What Can Krispy Kreme Tell us About the Customer Experience at the Point of Sale?

If you would like the short answer, then that would be “a lot”. Currently, we have a number of projects in progress with Krispy Kreme where they are our customer. But this blog post is more of a discovery of being one of their customers.

I was dragged out for a bit of Christmas shopping by my wife and we arrived far too early at the Birmingham Bull Ring. What does one do in a shopping centre where all the shops are closed apart from meander aimlessly in a humongous space? This is when I came face to face with a Krispy Kreme Doughnut Theatre. With the security guards preventing early access to the food hall, I could only but imagine what I was going to find. I was intrigued. When the time came, the theatre revealed a doughnut machine in all its shining and gleaming splendour.

 

Doughnut Theatre

My first experience of a doughnut machine was on a corporate trouble shooting course run by Kepner and Tregoe, the people who took some of NASA’s methodologies and made them accessible to the business world. A virtual doughnut machine was used for teaching because of its accessibility in terms of the various process stages and that you can visualise simply, from a theoretical perspective, all the areas where you might have problems. Once you have the doughnut machine inside your head you can then proceed to conduct theoretical trouble shooting. In short, the doughnut machine is a great teaching tool.

The Krispy Kreme theatre capitalises on the unique nature of the doughnut machine to bring its customers to the heart of its operations and products. You get to see the machine in operation and to smell the doughnuts being made before you reach the counter to make your choice and pay. In fact, if the queue is long, you don’t mind waiting as you are too busy wondering at the marvelous process. All the while, the smells and visual cues are building up the anticipation. Who wouldn’t be ready to buy? If there is such a thing as a doughnut purchase abandon rate the team at Krispy Kreme must have gotten this down to almost zero!

 

Krispy-Kreme-Doughnut-Machine

To someone who is observing the brand, and how the brand interacts with its customers, then the following come to mind:

  • The theatre is a talking point, it is remarkable (I am writing this blog post am I not?)
  • Authentic. The “kimono is fully open” – there is nowhere to hide and ultimately, I will trust the brand because I can actually see how my food is being prepared.
  • Krispy Kreme is massively confident. What if the machine breaks down in a very visible and public way? Well they know this, but are more than happy to take the risk to allow me to connect with them on many levels.
  • The brand story and the brand experience are neatly woven together and are communicated every day, day after day, hour after hour and minute after minute.

With this blog post, we simply wanted to share our experience and recognise the good work carried out by the team at Krispy Kreme.

At Displaymode we can help you present your products and help tell your story at the point of purchase, this we do for many clients and well-known brands such as Krispy Kreme. Our team would be delighted to hear from you and of any up and coming projects.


WORK TO BE COMPLETED:
Your response should contain every line from the data below that holds the string "screenshot".
START GIVEN DATA
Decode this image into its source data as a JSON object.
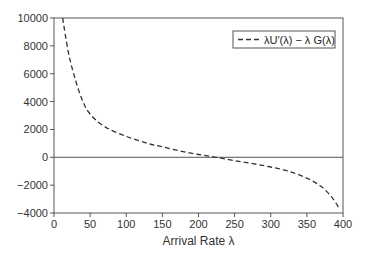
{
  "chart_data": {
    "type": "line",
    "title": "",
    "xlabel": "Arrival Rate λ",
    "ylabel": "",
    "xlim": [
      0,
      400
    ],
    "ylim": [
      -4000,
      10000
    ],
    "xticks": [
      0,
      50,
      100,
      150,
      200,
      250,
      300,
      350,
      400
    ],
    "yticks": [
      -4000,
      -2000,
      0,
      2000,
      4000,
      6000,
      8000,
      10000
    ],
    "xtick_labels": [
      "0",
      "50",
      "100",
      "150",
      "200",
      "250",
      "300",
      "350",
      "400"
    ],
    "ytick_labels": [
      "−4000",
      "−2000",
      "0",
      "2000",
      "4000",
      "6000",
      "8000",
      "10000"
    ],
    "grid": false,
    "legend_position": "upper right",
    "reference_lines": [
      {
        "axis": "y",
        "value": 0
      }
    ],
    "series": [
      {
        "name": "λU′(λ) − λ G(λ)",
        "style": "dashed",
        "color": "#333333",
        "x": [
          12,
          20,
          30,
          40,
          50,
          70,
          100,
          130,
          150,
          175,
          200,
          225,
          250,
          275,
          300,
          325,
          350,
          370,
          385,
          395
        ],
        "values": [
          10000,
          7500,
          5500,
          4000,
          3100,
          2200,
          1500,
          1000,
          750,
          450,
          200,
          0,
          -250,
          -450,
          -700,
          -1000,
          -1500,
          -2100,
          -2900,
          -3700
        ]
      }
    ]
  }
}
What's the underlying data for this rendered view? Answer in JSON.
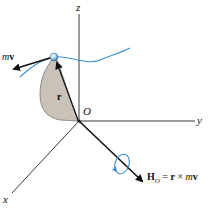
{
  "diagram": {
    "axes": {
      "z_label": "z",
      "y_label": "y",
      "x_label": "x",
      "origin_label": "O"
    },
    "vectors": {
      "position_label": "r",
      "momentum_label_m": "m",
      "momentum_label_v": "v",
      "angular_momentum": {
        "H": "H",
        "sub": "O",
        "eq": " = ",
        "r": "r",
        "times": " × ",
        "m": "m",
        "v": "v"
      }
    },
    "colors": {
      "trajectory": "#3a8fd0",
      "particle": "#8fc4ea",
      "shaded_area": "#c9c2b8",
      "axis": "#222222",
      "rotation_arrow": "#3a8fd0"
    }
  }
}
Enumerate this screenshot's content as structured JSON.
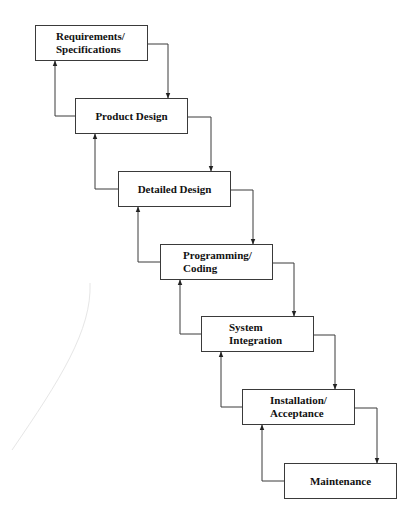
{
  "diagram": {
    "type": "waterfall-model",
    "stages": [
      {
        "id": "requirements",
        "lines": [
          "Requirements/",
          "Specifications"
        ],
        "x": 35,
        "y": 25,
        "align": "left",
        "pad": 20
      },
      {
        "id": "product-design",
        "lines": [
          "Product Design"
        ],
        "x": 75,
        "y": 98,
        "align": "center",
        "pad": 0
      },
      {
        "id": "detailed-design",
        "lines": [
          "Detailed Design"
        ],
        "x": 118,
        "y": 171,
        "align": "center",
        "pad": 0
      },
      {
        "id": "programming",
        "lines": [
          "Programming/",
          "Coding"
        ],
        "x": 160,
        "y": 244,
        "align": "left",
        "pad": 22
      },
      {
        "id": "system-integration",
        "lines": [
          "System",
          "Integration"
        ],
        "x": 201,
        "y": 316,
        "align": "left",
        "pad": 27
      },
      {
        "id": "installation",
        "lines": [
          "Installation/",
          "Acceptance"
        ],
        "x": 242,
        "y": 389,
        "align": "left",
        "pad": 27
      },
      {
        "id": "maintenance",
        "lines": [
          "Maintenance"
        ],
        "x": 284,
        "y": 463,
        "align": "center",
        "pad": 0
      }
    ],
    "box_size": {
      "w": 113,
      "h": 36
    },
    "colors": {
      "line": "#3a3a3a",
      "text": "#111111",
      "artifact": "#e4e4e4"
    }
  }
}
END GIVEN DATA
START GIVEN DATA
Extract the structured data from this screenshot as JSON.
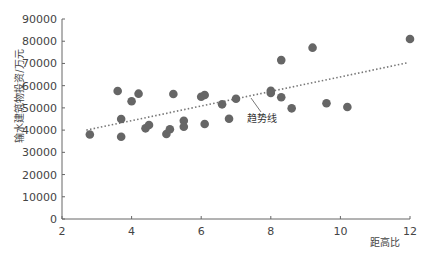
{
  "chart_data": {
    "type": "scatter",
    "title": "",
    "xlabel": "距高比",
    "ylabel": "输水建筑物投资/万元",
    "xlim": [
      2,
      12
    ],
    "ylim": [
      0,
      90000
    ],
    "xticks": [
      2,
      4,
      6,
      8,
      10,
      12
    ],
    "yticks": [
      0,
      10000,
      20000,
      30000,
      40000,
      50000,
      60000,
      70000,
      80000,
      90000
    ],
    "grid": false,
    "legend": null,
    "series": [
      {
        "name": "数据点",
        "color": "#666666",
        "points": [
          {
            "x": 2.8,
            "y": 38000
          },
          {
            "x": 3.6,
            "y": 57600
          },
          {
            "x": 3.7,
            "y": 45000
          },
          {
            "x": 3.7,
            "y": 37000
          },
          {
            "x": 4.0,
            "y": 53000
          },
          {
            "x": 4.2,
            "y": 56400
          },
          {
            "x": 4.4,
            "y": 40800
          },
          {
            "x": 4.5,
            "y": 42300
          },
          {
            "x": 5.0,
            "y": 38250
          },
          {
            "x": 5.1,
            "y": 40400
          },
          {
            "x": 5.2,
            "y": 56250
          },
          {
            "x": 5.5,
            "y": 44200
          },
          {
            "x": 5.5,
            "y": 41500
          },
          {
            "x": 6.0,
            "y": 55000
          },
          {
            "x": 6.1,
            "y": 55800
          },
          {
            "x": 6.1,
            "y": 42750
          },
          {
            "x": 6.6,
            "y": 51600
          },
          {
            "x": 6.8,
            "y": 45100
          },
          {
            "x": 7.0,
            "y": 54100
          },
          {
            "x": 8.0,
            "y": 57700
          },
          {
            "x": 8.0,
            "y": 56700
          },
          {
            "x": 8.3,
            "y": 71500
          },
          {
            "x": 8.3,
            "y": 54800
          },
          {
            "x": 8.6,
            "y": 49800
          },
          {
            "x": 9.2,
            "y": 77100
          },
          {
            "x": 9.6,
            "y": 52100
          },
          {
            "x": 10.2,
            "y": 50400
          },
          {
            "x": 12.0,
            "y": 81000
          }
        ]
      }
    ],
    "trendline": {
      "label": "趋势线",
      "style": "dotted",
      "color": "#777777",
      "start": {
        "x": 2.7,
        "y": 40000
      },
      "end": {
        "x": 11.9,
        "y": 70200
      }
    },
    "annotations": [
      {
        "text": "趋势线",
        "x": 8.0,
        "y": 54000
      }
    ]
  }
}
END GIVEN DATA
ANSWER SECTION:
Enumerate this screenshot's content as structured JSON.
Extract the structured data from this screenshot as JSON.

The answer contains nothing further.